Since Zohran Mamdani’s electrifying victory in the New York City Democratic mayoral primary, there have been a couple dozen pieces written which advance a generic critique of socialist electoral engagement with the Democratic Party ballot line. Overwhelmingly, outside of writing from DSA cadre, these pieces have been lackluster and dogmatic, completely disinterested in the particularities of Zohran’s campaign and the politics of NYC-DSA, or in advancing anything more than the most superficial critique of the Democratic Party. Unfortunately N.R.’s recent letter is no different.
Critiques of the Zohran campaign need to ground their arguments in what the campaign actually was. “No investigation, no right to speak,” as they say. In this case, cross out the couple of sentences that reference Zohran, and N.R.’s letter looks exactly the same as dozens and dozens of similar articles I’ve read about socialist electoral strategy in the last thirty years. This is a problem; it reveals a total lack of interest in what’s actually changed in the last decade around socialist politics and groups like DSA, or what the actual nature of the Zohran campaign was. And this leads to getting basic facts wrong. Zohran’s campaign was not that of an AOC or Bernie, which were built around the candidates and through a loose network of progressive NGOs and electoral outfits; it was built and led by NYC-DSA, a democratic, member-based socialist organization. Critiques of Zohran should begin with recognizing the basic fact that the campaign was rooted in this independent socialist project, unlike the campaigns of previous high-profile socialist candidates.
Beyond starting off on an incorrect basis, N.R.’s analysis makes a fundamental theoretical mistake by fixating on the question of the ballot line. Again, this is a common argument that has been copy-pasted across hundreds of similar essays in the last thirty years: that running in Democratic primaries, and on the Democratic ballot line, means integrating into the Democratic Party and its fundamentally capitalist/neoliberal political framework.This is ultimately a very superficial analysis of what the Democratic Party is and the nature of the ballot line. Ultimately there are no actual legal or institutional restrictions that come with running on the Democratic ballot-line; you can be as oppositional and independent as you want. Running on the Democratic ballot line only leads to integrating with the actual party if that’s what the campaign and the candidate want to do. There is no inherent power in the ballot line, beyond being able to capture votes in the general election from the masses of voters who want to vote for a Democratic candidate, which itself is typically a cynical calculus of voting against the Republican candidate.
Where power does lie, however, is in the state. In fact, I would agree with much of N.R.’s critique if we simply replaced the term “Democratic Party” with the term “State.” The state is where the institutional inertia, laws, and restrictions actually come into play that can kneecap socialist electeds and undermine a socialist programme, even one of basic social-democratic reforms. But this further underscores the general pointlessness of fixating on the ballot line; a socialist candidate who wins on an independent socialist ballot line would face the exact same issues once they took power. Changing the name of the ballot line would solve nothing.
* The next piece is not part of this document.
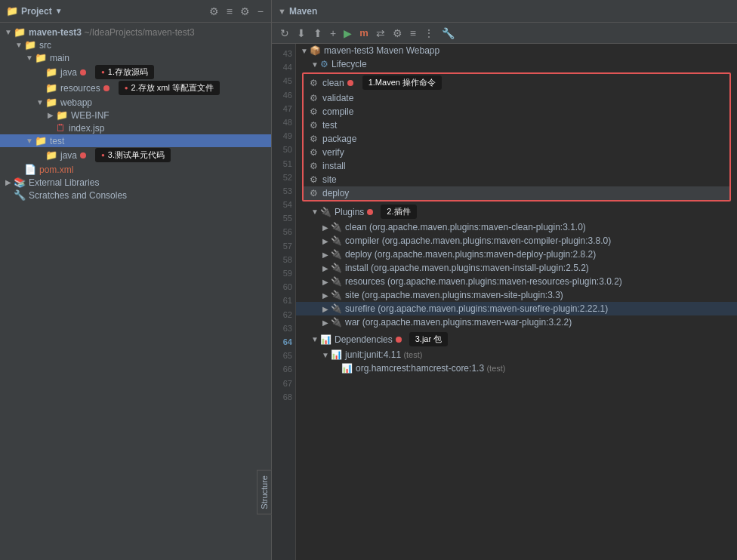 This screenshot has height=560, width=737. I want to click on line-numbers-col: 43 44 45 46 47 48 49 50 51 52 53 54 55 5…, so click(284, 302).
To be clear, there are issues around the ballot-line that should not be hand-waved away. There are obvious pitfalls with the socialist movement getting too close with the Democratic Party brand, insofar as it can confuse people about the need to build independent socialist organizations like DSA. Interestingly, N.R.’s piece does not discuss this angle at all; but it is a key part of discussion and debate within DSA itself, along with the obstacles around holding executive power in a city.
Which brings us back to the point, that critiques of these campaigns need to actually engage with the most advanced debates happening around these topics. Marxist factions within NYC-DSA, like Emerge and Marxist Unity Group, have been involved with the Zohran campaign, while also advancing informed and well-thought-out critiques of the campaign’s shortcomings, as well as proposals to ensure political independence and the centering of socialist politics and organizing. Other socialists wanting to join the debate should catch up with this level of sophistication and match it, instead of blindly copy-pasting tracts from five or ten years ago that don’t increase our collective understanding of the tasks at hand.